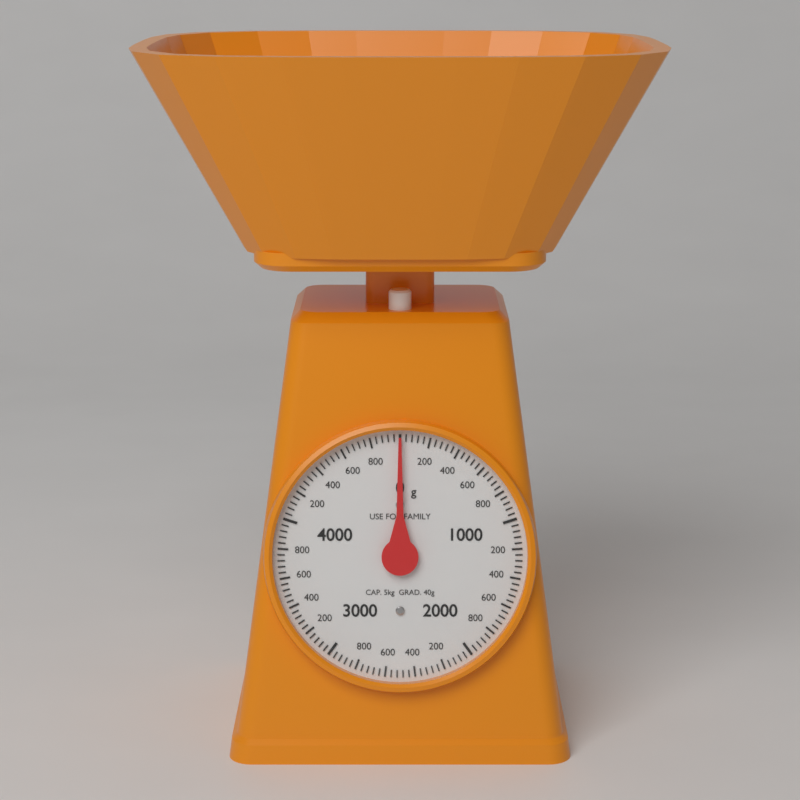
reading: 0 g
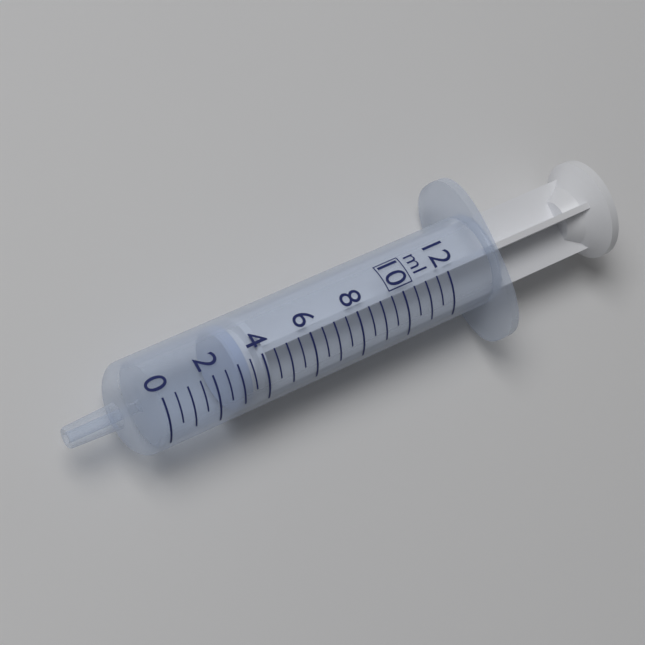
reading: 3.0 ml
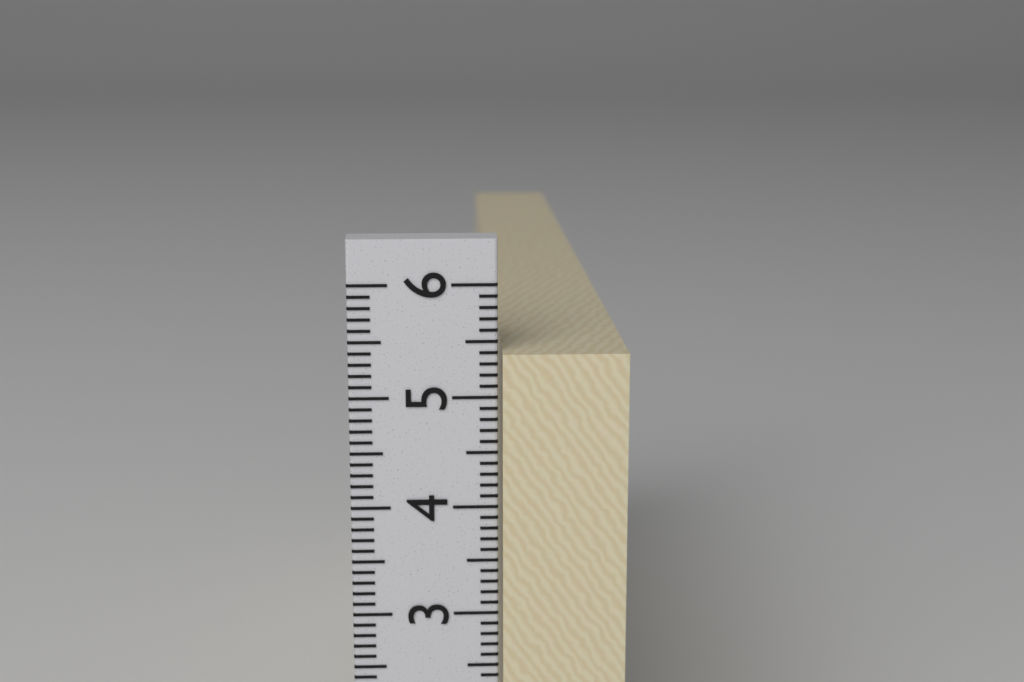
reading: 5.4 cm
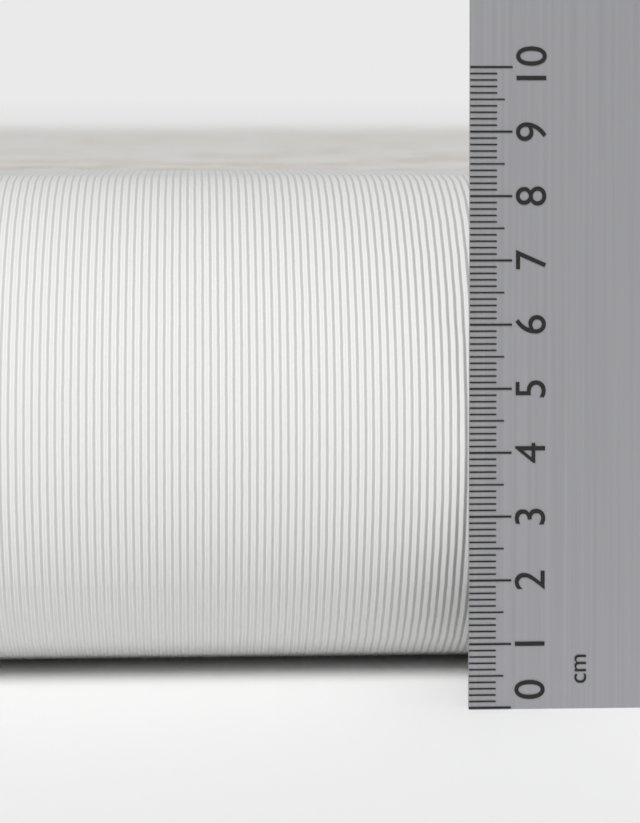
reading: 8.2 cm
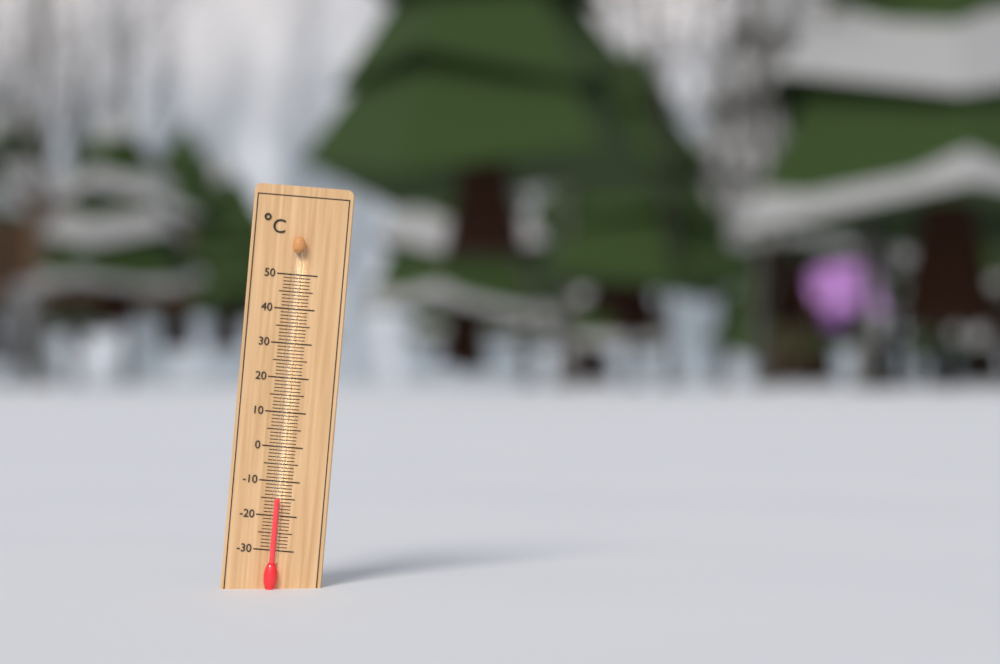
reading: -15 °C
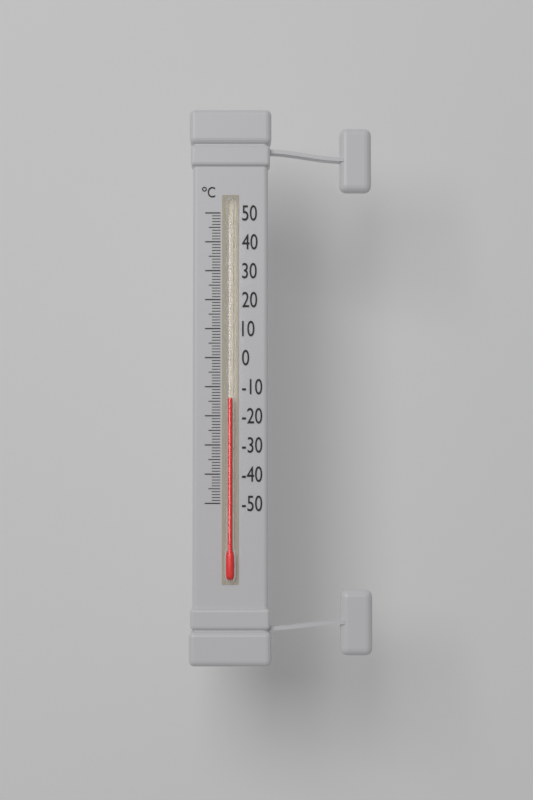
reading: -14 °C
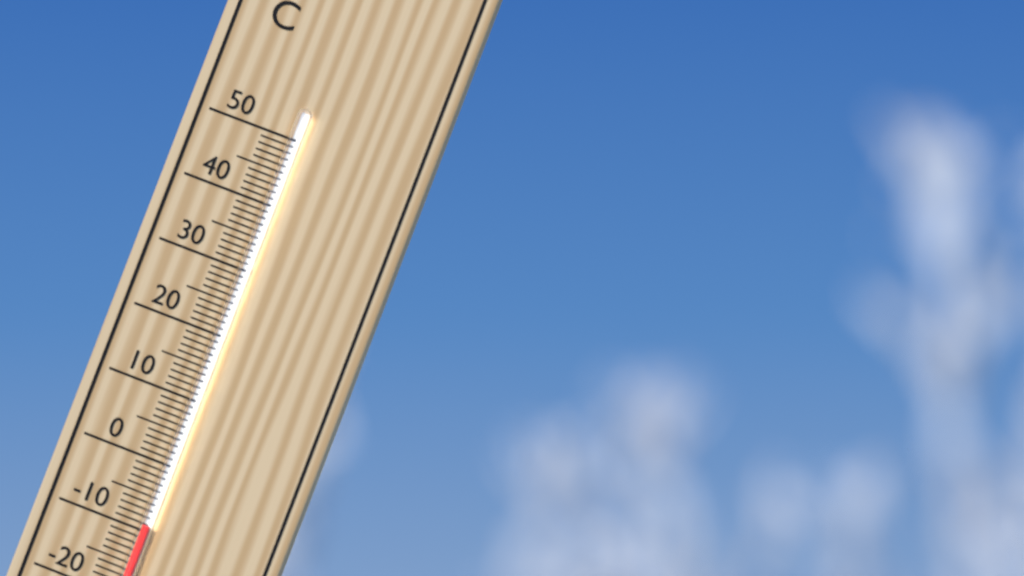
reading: -9 °C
____________
### [WORK REQUIRED]
Set down all the entries exactly as they appear, but skip any pictures.

### [ANSWER SPACE]
reading: 0 g
reading: 3.0 ml
reading: 5.4 cm
reading: 8.2 cm
reading: -15 °C
reading: -14 °C
reading: -9 °C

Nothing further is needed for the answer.